Cooper: Chamber's racial equity pledge mindful of other loyalty oaths in U.S. history

Staff File Photo By C.B. Schmelter / Chattanooga Area Chamber of Commerce President and CEO Christy Gillenwater hopes its members will sign the organization's racial equity pledge.
Staff File Photo By C.B. Schmelter / Chattanooga Area Chamber of Commerce President and CEO Christy Gillenwater hopes its members will sign the organization's racial equity pledge.

From time to time in United States history, various loyalty oaths have been foisted on groups of Americans, demanding that they pledge they are or they aren't supportive of a particular idea or group.

As the Civil War wound down in 1864, for instance, a bill introduced in Congress said a majority of citizens of a Confederate state that sought readmission to the union would need to take an oath of loyalty to the United States. President Abraham Lincoln, who favored a less radical plan (but still loyalty oaths taken by 10% of voters of a state) pocket vetoed the bill.

Later, seeking to stem a rise in communism in the United States in the late 1940s and early 1950s, the federal government, state governments, unions and other professional organizations put in place rules that required employees or members to sign loyalty oaths.

Shortly after that era, political philosopher Howard B. White, discussing such oaths in the journal Social Research, said they might help those who put them in place but they were "useless." He also called them "destructive," "frivolous" and "fraught with pride and sorrow to so many people."

John F. Kennedy, then a young senator from Massachusetts, had similar thoughts in a letter to an education journal.

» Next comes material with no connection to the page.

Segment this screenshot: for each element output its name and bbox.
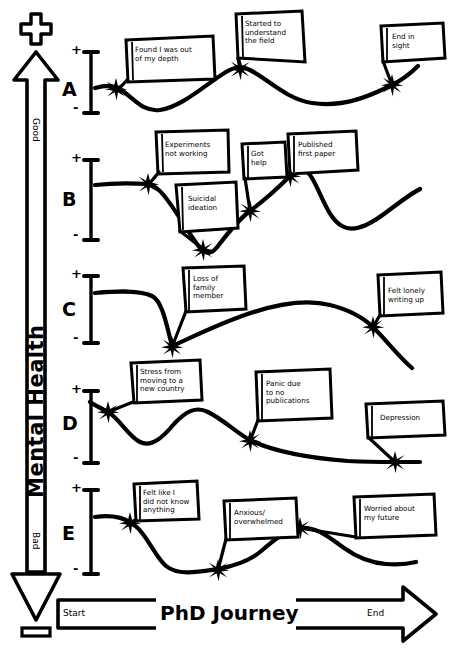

"The loyalty oath has no place in a program designed to encourage education," he wrote. "It is distasteful, humiliating.

"Those who are willing to sign," Kennedy added, "are not by that act proven to be either more loyal or more talented than those who do not."

We see similarities in these loyalty oaths and the pledge for racial equity that the Chattanooga Area Chamber of Commerce would like its members to sign.

Among other things, the pledge includes a commitment to "educate ourselves and share the history of systemic racism in Chattanooga and Hamilton County and the barriers that continue, so that as we recognize them, we can find new ways to overcome them," and a pledge to "improve the employment, training, advancement, support, and success of people of color in our workforces."

But signing a piece of paper won't make Chamber members any more interested in making the local economy more inclusive, won't close the gap between white and Black income in the city, and won't seed a single living-wage job.

And, we believe it would be difficult to be an active and involved member of the organization today without knowing something about Chattanooga's history, the disparities Blacks endured here under Jim Crow laws into the 1960s and the fact there are sectors - even when the economy is thrumming - where life doesn't seem to improve for Black residents.

Further, we don't believe Chamber members would be doing their jobs in their own businesses if they are not already looking at the city's economy holistically. When they work together to make opportunities for education, workforce training and better jobs available for people of all demographics, they're also improving things for themselves and for the city as a whole.

(READ MORE: Chattanooga business leaders voice support for racial equity pledge)

Christy Gillenwater, chief executive officer at the Chamber, told the Times Free Press last week that "systemic racism is like air pollution in communities in terms of the fact that these challenges exist in all communities."

Ironically, 52 years ago, Chattanooga had a dramatic problem with air pollution, and in 1969 was deemed by the Department of Health, Education and Welfare "the worst city in the nation for particulate air pollution." Instead of signing a piece of paper pledging to end pollution, citizens, government and manufacturers worked together and proposed air pollution control regulations. That same year, they approved an air pollution control ordinance and created the Air Pollution Control Board and Bureau to restrict pollution-causing activities in the county.

It took not a signature but people working together for what was best for area residents.

Gillenwater said in the coming weeks there will be a broader push for Chamber members to sign the racial equity pledge and that those who do will become the foundation of a group that works together to find ways to advance equity.

But what of those who don't? What of those who are knowledgeable of the city's past, who already foster inclusivity but who have concerns about signing a document that uses the controversial and often intentionally vague terms of "systemic racism" and "equity"?

Will they be tagged with some of the pejorative terms that are thrown around so frequently today and assigned to those unwilling to agree with the specific dictates of certain groups? Will they suffer the same fate as those who failed to sign loyalty oaths during Reconstruction following the Civil War or during the Red Scare following World War II?

No, we would hope the Chamber's loyalty would lie where former President Ronald Reagan thought it should.

"When I took the oath of office," he said, "I pledged loyalty to only one special interest group - 'We the people'."